Is there a way to do this?

...
>       Additional reductions in MAC validation can be supported by using a 
>       MAC algorithm that partitions the MAC field into fixed and computed 
>       portions, where the fixed value is validated before investing in the 
>       computed portion. This optimization would be contained in the MAC 
>       algorithm specification. Note that the KeyID cannot be used for 
>       connection validation per se, because it is not assumed random. 
> 
> 
> The use of the term "connection key" and "connection block" are
> confusing here because the keys are different in each direction, so
> there is no single conn key. I suggest using the term "traffic
> key".

We don't use those terms in the above paragraph. We might use connection
receive key and connection transmit key, but I don't think 'traffic' key
is appropriate in a TCP document.

> S 8.
>    >> TCP-AO SHOULD be deployed in conjunction with support for 
>    selective acknowledgement (SACK), including support for multiple lost 
>    segments in the same round trip [RFC2018][RFC3517]. 
> 
> I get that SACK would be nice, but this should work fine without
> it, so why recommend it here.

It helps reduce the overhead of rekeying lost segments.

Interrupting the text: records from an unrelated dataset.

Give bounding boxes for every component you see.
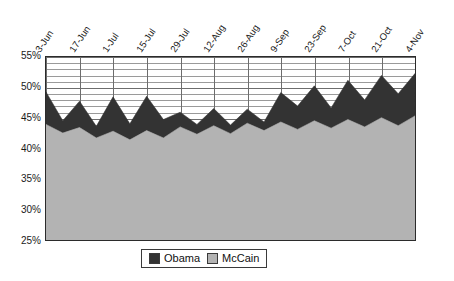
legend-swatch-mccain — [207, 253, 218, 264]
x-tick-label: 17-Jun — [67, 24, 92, 54]
x-tick-label: 4-Nov — [404, 27, 426, 54]
series-layer — [46, 57, 415, 240]
y-tick-label: 45% — [5, 113, 41, 123]
x-tick-label: 15-Jul — [135, 27, 158, 54]
x-tick-label: 1-Jul — [101, 31, 121, 54]
x-axis: 3-Jun17-Jun1-Jul15-Jul29-Jul12-Aug26-Aug… — [0, 0, 454, 56]
y-tick-label: 30% — [5, 205, 41, 215]
chart-legend: Obama McCain — [141, 249, 267, 268]
x-tick-label: 7-Oct — [336, 29, 357, 54]
x-tick-label: 29-Jul — [168, 27, 191, 54]
y-tick-label: 40% — [5, 144, 41, 154]
legend-swatch-obama — [149, 253, 160, 264]
x-tick-label: 3-Jun — [34, 29, 56, 54]
legend-label-mccain: McCain — [222, 253, 259, 264]
plot-clip — [46, 57, 415, 240]
legend-item-obama: Obama — [149, 253, 200, 264]
x-tick-label: 9-Sep — [269, 27, 291, 54]
y-tick-label: 50% — [5, 82, 41, 92]
x-tick-label: 23-Sep — [303, 23, 328, 54]
x-tick-label: 12-Aug — [202, 23, 227, 54]
x-tick-label: 21-Oct — [370, 25, 394, 54]
legend-label-obama: Obama — [164, 253, 200, 264]
plot-area — [45, 56, 416, 241]
poll-tracking-chart: 25%30%35%40%45%50%55% 3-Jun17-Jun1-Jul15… — [0, 0, 454, 281]
legend-item-mccain: McCain — [207, 253, 259, 264]
y-tick-label: 35% — [5, 174, 41, 184]
y-tick-label: 25% — [5, 236, 41, 246]
x-tick-label: 26-Aug — [236, 23, 261, 54]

That might be
worth mentioning, and we should determine whether this needs to be a SHOULD.

> S 8.3
>    o  TCP connection identifier (ID) (The socket pair, sent as 4 byte IP 
>       source address, 4 byte IP destination address, 2 byte TCP source 
>       port, 2 byte TCP destination port). 
> 
> This is incompatible with IPv6--a result of overspecification here.

Agreed.

> S 9.
>    >> A system that supports both TCP-AO and TCP MD5 MUST use TCP-AO for 
>    connections unless not supported by its peer, at which point it MAY 
>    use TCP MD5 instead.  
> 
> This seems like a restriction on operators and thus seems inappropriate 
> to me.

That's an artifact of trying to include deprecation of TCP MD5 in this
doc; operator guidance seemed needed. If that's not the case, we can
remove it...

> EDITORIAL
> S 3.2.
> 
>       The ESN for transmitted segments is locally maintained from a 
>       locally maintained SND.ESN value, for received segments, a local 
> 
> This repetition of "locally maintained" is clumsy.

Agreed. Will fix.

> S 5
>    Once a connection is established, a connection key would typically be 
>    cached to avoid recomputing it on a per-segment basis. The use of 
>    both ISNs in the connection key computation ensures that segments 
>    cannot be replayed across repeated connections reusing the same 
>    socket pair (provided the ISN pair does not repeat, which is 
>    extremely unlikely). 
> 
> This is only true if strong ISN generation algorithms are used.
> This document should come with a SHOULD for using a strong PRNG
> for ISN generation.

Agreed.

> S 8.1.
>    Keys reused across different socket pairs cannot enable replay 
>    attacks because the TCP socket pair is included in the MAC, as well 
>    as in the generation of the connection key. Keys reused across 
> 
> I would use "connnection id" instead of socket pair here. 

Agreed.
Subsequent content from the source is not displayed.